Sending al-Hashemi back to Baghdad “would worsen the crisis instead of ending it,” said Kurdish government spokesman Fuad Hussein.
“Al-Hashemi is our guest. The last thing Iraq needs now is new sectarian problems,” Hussein said in an interview last week.
That is likely to infuriate Baghdad.
“Nobody should use a legal matter or case as a tool to press the government. Justice should be kept away from political agendas,” Abdul-Hadi al-Hassani, a lawmaker from the Shiite party al-Maliki heads. He said all of Iraq’s jurisdictions — including Kurdistan — should respect the court’s decisions.
In the Kurdish city of Sulaimaniyah, residents took a certain glee at standing firm against Baghdad. Sweets seller Saman Karim said it’s likely that Barzani is more interested in snubbing al-Maliki than he is in helping al-Hashemi.
“The Kurds have no sympathy toward al-Hashemi — they just want to humiliate the central government,” Karim said.
How that will shape Iraq’s already unstable political balance is anyone’s guess. The Kurdish parties hold 51 of the 325 seats in parliament, and are generally considered kingmakers in most tiebreakers facing the legislature.
Political analyst Reidar Visser, an Iraq expert at the Norwegian Institute of International Affairs, said the issue likely will cause the relationship between al-Maliki and Barzani to deteriorate even further.
“It is clear that al-Hashemi expects to enjoy immunity from detention in the Kurdish areas, which is going to create additional problems for the long-standing but shaky alliance between the Kurds and al-Maliki,” Visser said.
It’s also possible the Kurds will use al-Hashemi as a bargaining tool, said Kurdish human rights activist Omar Mohammed. He predicted the Kurds eventually will hand over al-Hashemi in exchange for something it wants from Baghdad.

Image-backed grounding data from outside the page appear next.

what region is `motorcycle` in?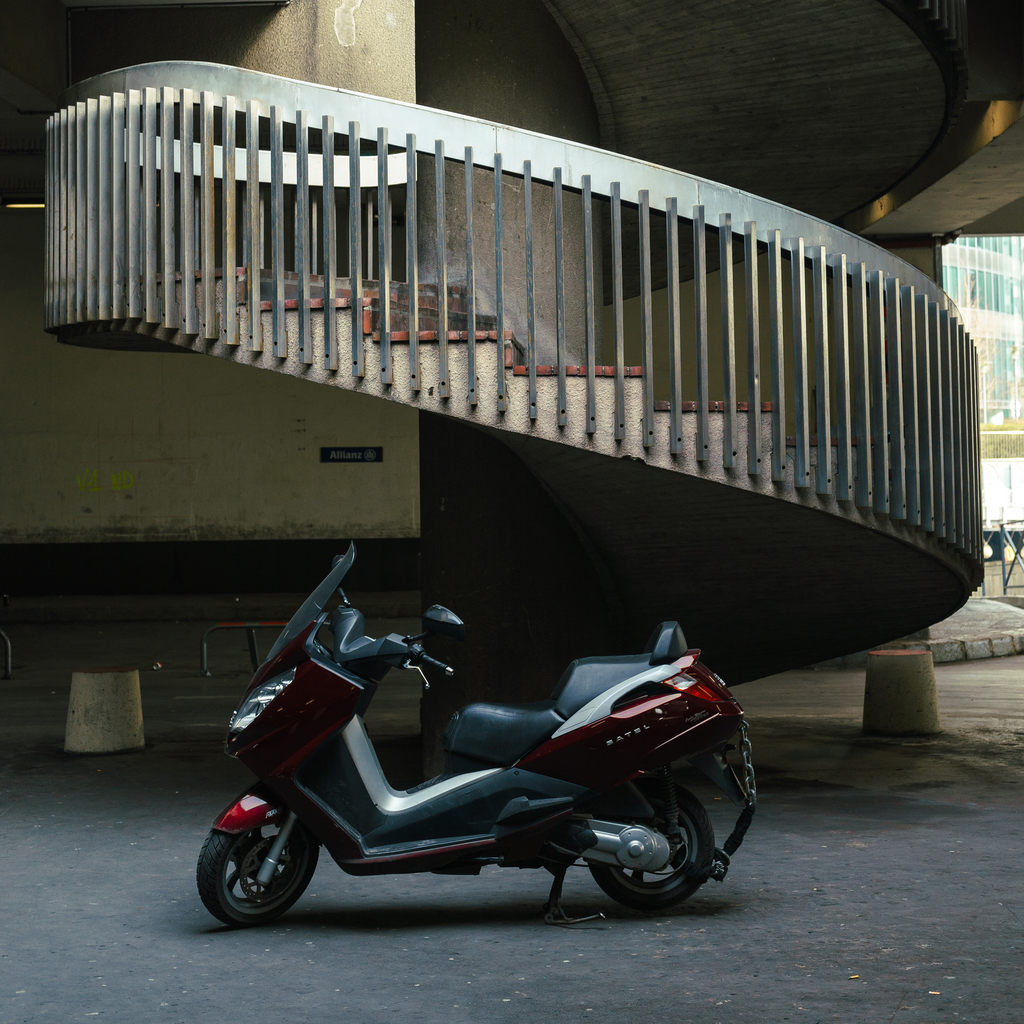
[x1=141, y1=533, x2=820, y2=956].
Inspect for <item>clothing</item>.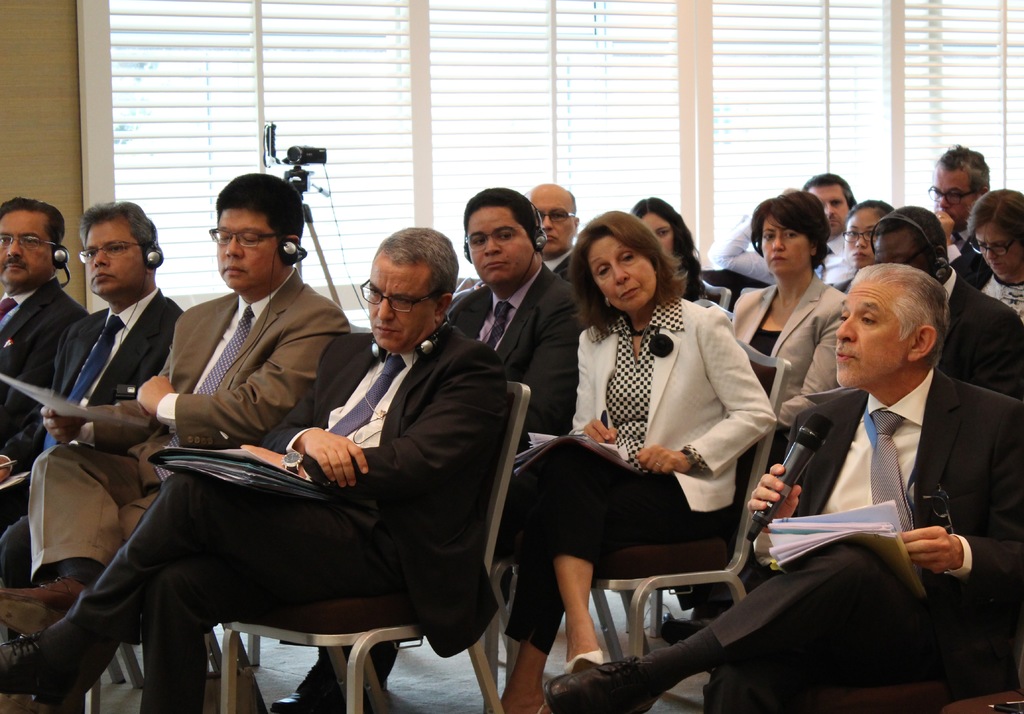
Inspection: box(0, 279, 91, 444).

Al-Hashemi said he wanted the trial to be moved to the northern city of Kirkuk, which is ethnically shared among Kurds, Arabs and Turkomen, and where the investigators or jury would not be tainted by Baghdad’s accusations.
He also lashed out at the judicial panel, which was appointed by Iraq’s highest court to investigate the charges. The panel’s results aren’t legally binding but they have been passed along to a criminal court which could choose to charge al-Hashemi with even more crimes. The panel touted its findings as the first independent review of al-Hashemi’s case, but critics and some experts said its judges were named by officials sympathetic to al-Maliki.
“Our judicial system is still working to satisfy some influential people,” al-Hashemi said.
• Jakes reported from Baghdad. Associated Press Writers Bushra Juhi, Sinan Salaheddin and Sameer N. Yacoub in Baghdad contributed to this report.